Stresses

  • This is civic tech: In less than two years, the idea of platform cooperativism has spread from an article in Medium to active efforts in many countries. In an exclusive interview with Civicist, Trebor Scholz reflects on what inspired him to launch this challenge to the sharing economy paradigm.

  • Rashad Robinson and Color of Change, the online civic rights organization he leads, gets the full Wired profile treatment from Gideon Lewis-Kraus. One nugget from the story: after Color of Change took a strong position in favor of net neutrality (breaking from older civil rights groups that had taken money from telcos and toed their line), MSNBC, which is majority owned by Comcast, canceled all of Robinson’s bookings on the topic.

  • Miguel Gamino, the current CIO of San Francisco, is moving east to become New York City’s new chief technology officer, Jessica Mulholland and Eyragon Eidam report for GovTech.

  • A new study by OpenCities, which develops websites for cities, looked at more than 3,000 city sites and found lots of problems, reports David Raths for GovTech. “32 percent have poor optimization for mobile or tablet devices; 87 percent received a failing grade for encryption; 40 percent failed accessibility tests, and fewer than 9 percent are written at a reading level that average Americans can comfortably grasp.”

  • Granicus and GovDelivery, two major providers of software and communications services to government, are merging, Bailey McCann reports for CivSource.

  • Tech and politics: According to a new study by the Pew Internet Center, “More than one-third of social media users are worn out by the amount of political content they encounter, and more than half describe their online interactions with those they disagree with politically as stressful and frustrating.” This is equally true for Democrats and Republicans, by the way.

  • Writing for the New York Times Magazine, columnist Jenna Wortham argues that President Obama has been our first “truly digital president,” but that in bringing tech to the White House he also imported “the values and biases of the people who create it.”

  • Civic Hall member Zephyr Teachout is running for Congress in New York’s 19th District, and this profile of her by Sarah Jaffe in The Nation tries to answer the question raised by her campaign: “Does Bernie Sanders’ political revolution have legs?”

  • Using gun tracing data, the New York state Attorney General’s office has released a new report and interactive website that makes it clear how guns from states with less restrictive laws flow into New York neighborhoods.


### [WHAT NEEDS TO BE DONE]
Please copy each line of the listing below in which the word "title" appears.

INFORMATION Start Marker

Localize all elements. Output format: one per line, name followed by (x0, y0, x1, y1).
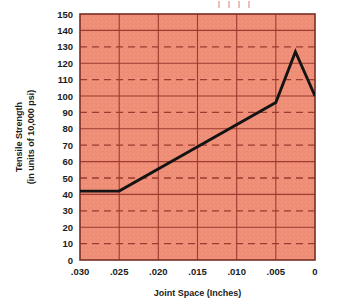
y-tick-70: 70 (62, 140, 73, 151)
x-tick-015: .015 (188, 266, 207, 277)
y-tick-60: 60 (62, 156, 73, 167)
x-tick-010: .010 (227, 266, 246, 277)
y-tick-80: 80 (62, 123, 73, 134)
y-tick-30: 30 (62, 205, 73, 216)
y-tick-0: 0 (68, 255, 73, 266)
x-tick-030: .030 (71, 266, 90, 277)
y-tick-20: 20 (62, 222, 73, 233)
y-tick-130: 130 (57, 41, 73, 52)
y-axis-title-line2: (in units of 10,000 psi) (26, 90, 36, 185)
y-tick-100: 100 (57, 91, 73, 102)
x-tick-020: .020 (149, 266, 168, 277)
x-tick-005: .005 (267, 266, 286, 277)
y-tick-50: 50 (62, 173, 73, 184)
tensile-strength-chart: 150 140 130 120 110 100 90 80 70 60 50 4… (0, 0, 350, 307)
y-tick-120: 120 (57, 58, 73, 69)
y-tick-10: 10 (62, 238, 73, 249)
y-axis-title-line1: Tensile Strength (14, 102, 24, 172)
x-axis-title: Joint Space (Inches) (154, 288, 242, 298)
y-tick-90: 90 (62, 107, 73, 118)
x-tick-025: .025 (110, 266, 129, 277)
y-tick-140: 140 (57, 25, 73, 36)
y-tick-150: 150 (57, 9, 73, 20)
y-tick-40: 40 (62, 189, 73, 200)
x-tick-0: 0 (312, 266, 317, 277)
y-tick-110: 110 (58, 74, 73, 85)
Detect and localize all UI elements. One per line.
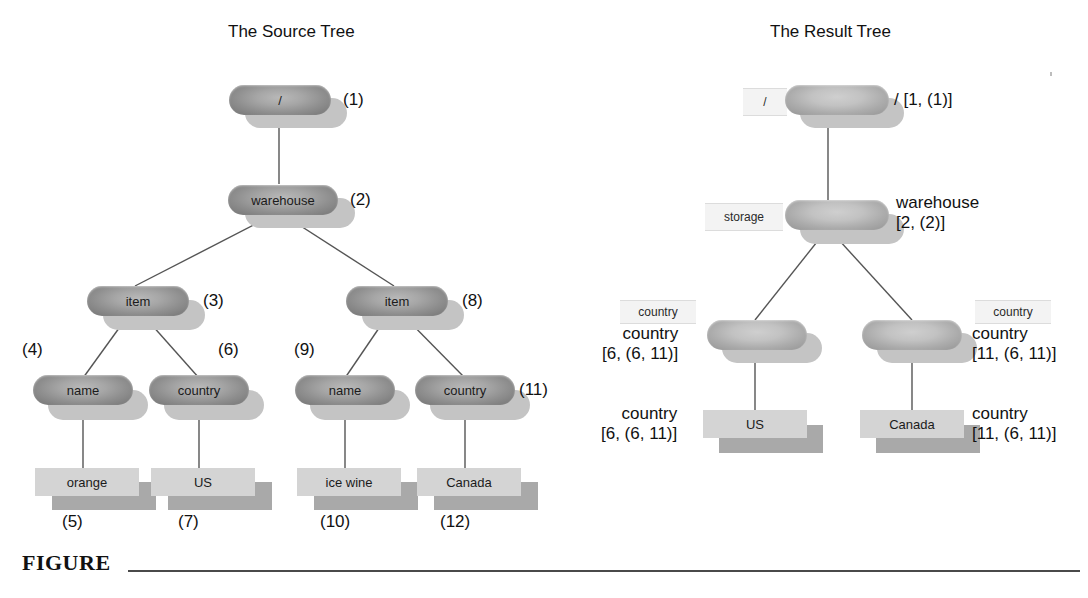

INFORMATION End Marker

### [WRITTEN ANSWER]
y-axis-title-line2: (in units of 10,000 psi) (26, 90, 36, 185)
y-axis-title-line1: Tensile Strength (14, 102, 24, 172)
x-axis-title: Joint Space (Inches) (154, 288, 242, 298)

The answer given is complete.